Of course! How apparent once stated. Irene is a sort of Bovary manque. Nipped in the bud as it were.
Great review. In fact wanting to get caught searching for redemption apparently would be one of the motifs for adultery couple therapist often encounter - interesting connection to introversion.
Ilse wrote: "Great review. In fact wanting to get caught searching for redemption apparently would be one of the motifs for adultery couple therapist often encounter - interesting connection to introversion."
Very interesting. Being an introvert myself, I can attest to the periodic desire to stop adjusting myself to the world. So I get it.
Very interesting. Being an introvert myself, I can attest to the periodic desire to stop adjusting myself to the world. So I get it.
Great and insightful review. I haven't thought about this literary gem for quite some time....! Thanks
Lars wrote: "Great and insightful review. I haven't thought about this literary gem for quite some time....! Thanks"
Thanks back Lars.
Thanks back Lars.
Cecily wrote: "I didn't know he was a friend of Freud. I'll have to bear that in mind when next I read him."
Vienna was a small place wasn’t it!?
Vienna was a small place wasn’t it!?
Cecily wrote: "I guess so! It's on the wish list, but I've not yet been."
Neither have I. But I prefer to imagine it as the centre of a uniquely liberal empire rather than a locus of 21st century fascism. Just sayin’.
Neither have I. But I prefer to imagine it as the centre of a uniquely liberal empire rather than a locus of 21st century fascism. Just sayin’.
Great review, thank you.
I can't stop but wonder, would she drink morphine if her husband didn't stop her.
As an introvert with anxiety disorder, I find her very relatable. But at times like this, fear of death is a strong fear too, isn't it hard to choose?
Altough abrubt, it was not a bad ending for me too.
I can't stop but wonder, would she drink morphine if her husband didn't stop her.

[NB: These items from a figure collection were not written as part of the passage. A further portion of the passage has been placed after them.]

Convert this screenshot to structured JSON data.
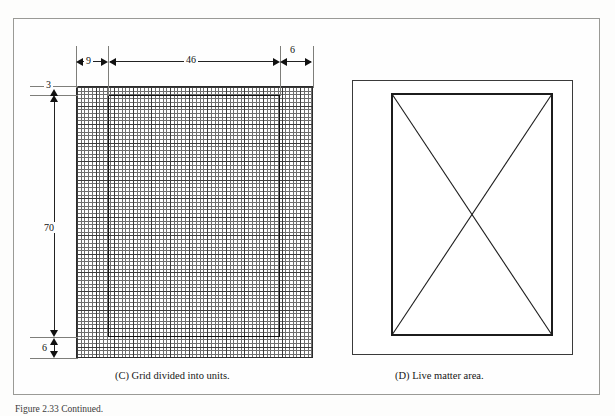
{
  "figure": {
    "caption": "Figure 2.33  Continued."
  },
  "panels": [
    {
      "id": "C",
      "caption": "(C) Grid divided into units.",
      "dimensions": {
        "horizontal": [
          {
            "label": "9",
            "name": "left-margin"
          },
          {
            "label": "46",
            "name": "live-width"
          },
          {
            "label": "6",
            "name": "right-margin"
          }
        ],
        "vertical": [
          {
            "label": "3",
            "name": "head-margin"
          },
          {
            "label": "70",
            "name": "live-height"
          },
          {
            "label": "6",
            "name": "foot-margin"
          }
        ]
      }
    },
    {
      "id": "D",
      "caption": "(D) Live matter area."
    }
  ],
  "colors": {
    "page_border": "#9a9a96",
    "rule": "#222222",
    "grid_fine": "#6e6e6e",
    "grid_heavy": "#3a3a3a",
    "ink": "#111111",
    "background": "#fdfdfc"
  }
}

As an introvert with anxiety disorder, I find her very relatable. But at times like this, fear of death is a strong fear too, isn't it hard to choose?
Altough abrubt, it was not a bad ending for me too.
A wrote: "Great review, thank you.
I can't stop but wonder, would she drink morphine if her husband didn't stop her.
As an introvert with anxiety disorder, I find her very relatable. But at times like this, ..."
I think the OI profile is probably the most difficult personality to live through. I can understand it entertaining suicidal thoughts. Zweig seems to recognise the OI dilemma... and its resolution through another person whose personality effectively integrates as a couple. The husband in this case is therefore probably an extreme extrovert who is self rather than socially motivated, that is, a subjective extrovert (SE). I don’t take this as a recommendation from Zweig but as a statement of what usually happens - we search out our necessary complements.
I can't stop but wonder, would she drink morphine if her husband didn't stop her.
As an introvert with anxiety disorder, I find her very relatable. But at times like this, ..."
I think the OI profile is probably the most difficult personality to live through. I can understand it entertaining suicidal thoughts. Zweig seems to recognise the OI dilemma... and its resolution through another person whose personality effectively integrates as a couple. The husband in this case is therefore probably an extreme extrovert who is self rather than socially motivated, that is, a subjective extrovert (SE). I don’t take this as a recommendation from Zweig but as a statement of what usually happens - we search out our necessary complements.
I’m immediately reminded of Madame Bovary - whose head I’ve been living inside lately. She has fierce hedonistic impulses which propel her into the extasies of danger and risk but at the same time she constantly craves some dramatic redemption. And we don’t hear her speaking voice very much in the course of Flaubert’s long novel though we get Flaubert’s heavenly transcription of her thoughts.